This curriculum spans the equivalent of a multi-workshop organizational redesign program, addressing structural, governance, and human system changes required to operationalize OPEX across complex, cross-functional environments.
Module 1: Assessing Current Organizational Design for OPEX Readiness
- Conduct a cross-functional value stream analysis to identify siloed departments that inhibit end-to-end process improvement.
- Map reporting lines and decision rights to determine where operational accountability currently resides versus where it should be for OPEX success.
- Identify legacy roles (e.g., middle management layers) that may resist delegation of problem-solving authority to frontline teams.
- Evaluate existing performance metrics to determine misalignment with continuous improvement objectives.
- Assess union agreements or HR policies that restrict team-based staffing or multi-skilling initiatives.
- Determine whether the current structure supports rapid escalation and resolution of process deviations.
Module 2: Defining OPEX Governance and Decision Authority
- Establish a tiered governance model (site, regional, enterprise) with clearly defined escalation paths for improvement initiatives.
- Assign decision rights for capital expenditures under $50K to value stream managers to accelerate project execution.
- Define the role of the OPEX office in relation to functional leadership to prevent dual authority conflicts.
- Implement a stage-gate review process for improvement projects with governance checkpoints at each phase.
- Decide whether OPEX leaders report through operations or a centralized center of excellence, weighing control versus consistency.
- Formalize the composition and meeting rhythm of the Operations Steering Committee to ensure executive sponsorship.
Module 3: Redesigning Roles and Accountabilities
- Redefine supervisor roles to include coaching responsibilities using standardized work and gemba walks.
- Introduce process owner roles for key value streams, assigning P&L-like accountability for throughput and quality.
- Modify job descriptions to include participation in kaizen events and problem-solving as a performance criterion.
- Consolidate redundant planning and scheduling roles across departments into centralized control towers.
- Design multi-skilling ladders with certification requirements to support flexible staffing models.
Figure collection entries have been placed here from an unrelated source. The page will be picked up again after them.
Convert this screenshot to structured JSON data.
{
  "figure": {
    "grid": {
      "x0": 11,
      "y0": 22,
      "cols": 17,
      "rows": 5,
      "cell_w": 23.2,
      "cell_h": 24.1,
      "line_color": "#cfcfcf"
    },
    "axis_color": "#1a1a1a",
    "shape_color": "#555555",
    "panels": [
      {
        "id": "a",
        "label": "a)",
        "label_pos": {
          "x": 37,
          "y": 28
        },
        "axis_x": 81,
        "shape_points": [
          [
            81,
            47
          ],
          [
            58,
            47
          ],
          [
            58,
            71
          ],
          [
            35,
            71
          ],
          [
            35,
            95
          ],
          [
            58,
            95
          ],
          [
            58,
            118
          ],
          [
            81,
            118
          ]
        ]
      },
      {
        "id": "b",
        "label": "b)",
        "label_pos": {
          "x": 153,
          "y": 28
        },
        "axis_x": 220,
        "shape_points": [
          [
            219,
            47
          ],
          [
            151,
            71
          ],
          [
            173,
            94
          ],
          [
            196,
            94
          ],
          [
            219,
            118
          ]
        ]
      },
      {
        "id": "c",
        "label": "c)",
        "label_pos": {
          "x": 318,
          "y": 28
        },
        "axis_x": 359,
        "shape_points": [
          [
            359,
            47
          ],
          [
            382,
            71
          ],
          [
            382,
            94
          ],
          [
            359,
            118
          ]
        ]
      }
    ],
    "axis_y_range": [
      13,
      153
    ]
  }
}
- Restructure maintenance and operations interfaces to clarify ownership of equipment reliability activities.
Module 4: Aligning Performance Management with OPEX Goals
- Replace individual production quotas with team-based metrics such as OEE, first-pass yield, and safety.
- Integrate OPEX project outcomes into executive bonus calculations with measurable KPIs.
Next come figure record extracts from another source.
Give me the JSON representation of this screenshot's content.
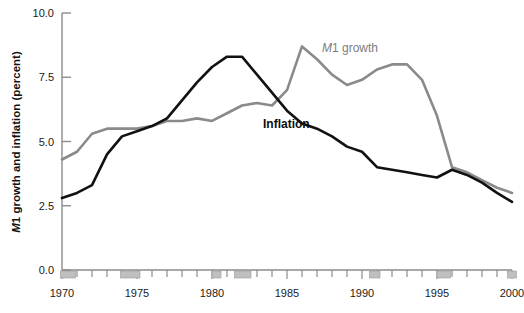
{
  "chart_data": {
    "type": "line",
    "title": "",
    "xlabel": "",
    "ylabel": "M1 growth and inflation (percent)",
    "ylabel_italic_prefix": "M",
    "ylabel_rest": "1 growth and inflation (percent)",
    "xlim": [
      1970,
      2000
    ],
    "ylim": [
      0.0,
      10.0
    ],
    "ytick_labels": [
      "0.0",
      "2.5",
      "5.0",
      "7.5",
      "10.0"
    ],
    "ytick_values": [
      0.0,
      2.5,
      5.0,
      7.5,
      10.0
    ],
    "xtick_labels": [
      "1970",
      "1975",
      "1980",
      "1985",
      "1990",
      "1995",
      "2000"
    ],
    "xtick_values": [
      1970,
      1975,
      1980,
      1985,
      1990,
      1995,
      2000
    ],
    "xminor_step": 1,
    "grid": false,
    "legend_position": "inline-annotations",
    "colors": {
      "m1_growth": "#8a8a8a",
      "inflation": "#111111",
      "axis": "#808080",
      "recession_band": "#bfbfbf",
      "background": "#ffffff"
    },
    "annotations": [
      {
        "name": "m1-growth-label",
        "text_italic": "M",
        "text": "1 growth",
        "x": 1987.8,
        "y": 8.45,
        "color": "#7d7d7d"
      },
      {
        "name": "inflation-label",
        "text": "Inflation",
        "x": 1983.6,
        "y": 5.55,
        "color": "#0d0d0d"
      }
    ],
    "recession_bands": [
      {
        "start": 1969.9,
        "end": 1970.9
      },
      {
        "start": 1973.9,
        "end": 1975.2
      },
      {
        "start": 1980.0,
        "end": 1980.6
      },
      {
        "start": 1981.5,
        "end": 1982.6
      },
      {
        "start": 1990.5,
        "end": 1991.2
      },
      {
        "start": 1995.0,
        "end": 1995.9
      },
      {
        "start": 1999.7,
        "end": 2000.3
      }
    ],
    "x": [
      1970,
      1971,
      1972,
      1973,
      1974,
      1975,
      1976,
      1977,
      1978,
      1979,
      1980,
      1981,
      1982,
      1983,
      1984,
      1985,
      1986,
      1987,
      1988,
      1989,
      1990,
      1991,
      1992,
      1993,
      1994,
      1995,
      1996,
      1997,
      1998,
      1999,
      2000
    ],
    "series": [
      {
        "name": "M1 growth",
        "color": "#8a8a8a",
        "values": [
          4.3,
          4.6,
          5.3,
          5.5,
          5.5,
          5.5,
          5.6,
          5.8,
          5.8,
          5.9,
          5.8,
          6.1,
          6.4,
          6.5,
          6.4,
          7.0,
          8.7,
          8.2,
          7.6,
          7.2,
          7.4,
          7.8,
          8.0,
          8.0,
          7.4,
          6.0,
          4.0,
          3.8,
          3.5,
          3.2,
          3.0
        ]
      },
      {
        "name": "Inflation",
        "color": "#111111",
        "values": [
          2.8,
          3.0,
          3.3,
          4.5,
          5.2,
          5.4,
          5.6,
          5.9,
          6.6,
          7.3,
          7.9,
          8.3,
          8.3,
          7.6,
          6.9,
          6.2,
          5.7,
          5.5,
          5.2,
          4.8,
          4.6,
          4.0,
          3.9,
          3.8,
          3.7,
          3.6,
          3.9,
          3.7,
          3.4,
          3.0,
          2.65
        ]
      }
    ]
  }
}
- Implement visual management boards at each level to create transparency in performance tracking.
- Design a balanced scorecard that links daily operations to strategic objectives like cost and delivery.
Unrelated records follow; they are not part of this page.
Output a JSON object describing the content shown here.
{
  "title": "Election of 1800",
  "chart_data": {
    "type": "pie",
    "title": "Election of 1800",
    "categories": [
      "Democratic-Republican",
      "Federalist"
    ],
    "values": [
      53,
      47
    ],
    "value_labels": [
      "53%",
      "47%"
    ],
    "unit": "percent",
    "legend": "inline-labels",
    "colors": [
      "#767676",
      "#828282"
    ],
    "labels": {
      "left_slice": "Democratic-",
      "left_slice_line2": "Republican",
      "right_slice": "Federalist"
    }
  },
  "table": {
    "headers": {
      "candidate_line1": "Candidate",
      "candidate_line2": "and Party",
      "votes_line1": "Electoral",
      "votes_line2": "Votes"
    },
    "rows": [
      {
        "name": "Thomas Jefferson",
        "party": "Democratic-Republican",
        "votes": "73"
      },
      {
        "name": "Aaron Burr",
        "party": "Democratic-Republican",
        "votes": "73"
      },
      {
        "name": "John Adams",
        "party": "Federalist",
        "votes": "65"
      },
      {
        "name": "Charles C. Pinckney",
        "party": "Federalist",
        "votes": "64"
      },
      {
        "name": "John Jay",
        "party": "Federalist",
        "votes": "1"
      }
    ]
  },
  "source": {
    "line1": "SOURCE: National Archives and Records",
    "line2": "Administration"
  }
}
- Adjust appraisal cycles to include feedback from cross-functional peers involved in improvement work.
- Address union concerns about performance metrics being used punitively by co-developing evaluation criteria.
Module 5: Integrating OPEX into Talent Development
- Develop a tiered training curriculum (Yellow Belt to Black Belt) with role-specific content and time commitments.
- Assign high-potential employees to lead kaizen events as part of their leadership development plan.
- Establish a mentorship program pairing experienced change agents with new OPEX practitioners.
- Require completion of root cause analysis training before authorizing deviation approvals.
- Rotate engineers and supervisors across value streams to build system-wide understanding.
- Define career progression paths that reward mastery of problem-solving over tenure alone.
Module 6: Managing Cross-Functional Integration and Conflict
- Assign shared KPIs between procurement and operations to reduce batch size conflicts.
- Create integrated product and process development teams with co-located members from engineering and manufacturing.
- Resolve scheduling conflicts between maintenance and production by implementing a unified planning calendar.
- Mediate disputes over resource allocation during OPEX project selection using a transparent scoring model.
- Establish service-level agreements between support functions (e.g., IT, HR) and operational units.
- Facilitate joint problem-solving sessions when quality defects originate in design but manifest in production.
Module 7: Sustaining Structural Changes Over Time
- Institutionalize daily accountability through tiered operational reviews with documented action tracking.
- Conduct biannual organizational effectiveness audits to detect reversion to siloed behaviors.
- Update the organizational chart and role definitions in HR systems after structural changes are implemented.
- Rotate OPEX leaders every 3–5 years to prevent local optimization and stagnation.
- Embed OPEX principles into onboarding programs for new hires at all levels.
- Review incentive structures annually to ensure they continue to support collaborative improvement behaviors.